The most notable opposition to licensing comes from large buyers like hospitals, which object to the monopolization of their suppliers. In most cases, however, consumers are diffuse and have little individual incentive to oppose licensing.
Another factor driving the growth of occupational licensing is the decline of labor unions. Apparently, the labor market abhors a vacuum; it needs some institutions and rules to function. Occupational licensing has replaced unions as the main labor market institution. There are now more than twice as many workers covered by occupational licensing provisions as are covered by a labor union contract.
"There is a lot more flexibility with unions than occupational licensing," Professor Kleiner said. Unions, he pointed out, negotiate at the company level and can be decertified, whereas occupational license requirements are typically statewide and rarely repealed.
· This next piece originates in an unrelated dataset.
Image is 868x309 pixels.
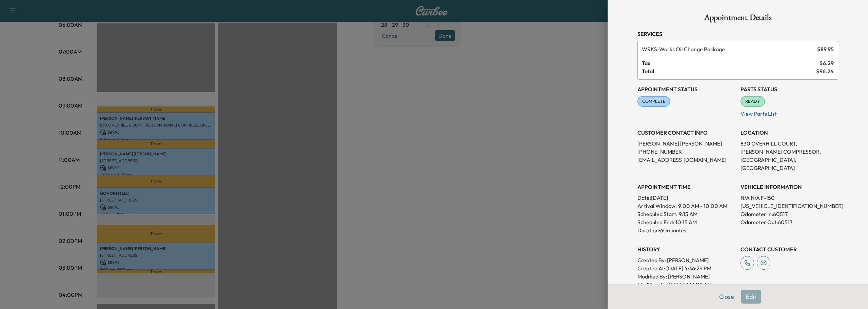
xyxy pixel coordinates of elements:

Women Earned The Majority of Doctorates In 2009

Chronicle

Saturday, September 17, 2011

Impact of Recessions on Earnings

People who get laid off during a recession lose their skills because they cannot get another job quickly and skills depreciate.  Plus, employers discriminate against people who have been unemployed (or underemployed) for an extended time.  These factors and others like the depression that often haunts the unemployed have long-lasting effects.  Kevin Drum:
Here's a gloomy chart from a new Brookings paper. It shows the average wages of men under 50 who lose their jobs in a "mass layoff" event.
  • The red line is for men who are laid off during good economic times. On average, these men have steeply rising earnings in the five years before the layoff and then experience a big earnings plunge. They eventually get back to their old earnings level, but that's it. Their earnings never again get above that.
  • The blue line is for men who are laid off during recessions. They also have steeply rising earnings in the five years before the layoff and then experience a big earnings plunge. However, they never even come close to their old earnings level. They max out at about $36,000 compared to peak earnings before the layoff of $45,000.
The steeply rising earnings before the layoff are a little perplexing to me, and I wonder if this is related in any way to the probability of being laid off in the first place. The main takeaway, though, is that if you lose your job during a recession, you are probably screwed for the rest of your life. Even ten years later you'll earn about 20% less than you did before. This price has been paid needlessly by hundreds of thousands of workers because our political leaders have never had the courage to take action strong enough to get our economy moving again.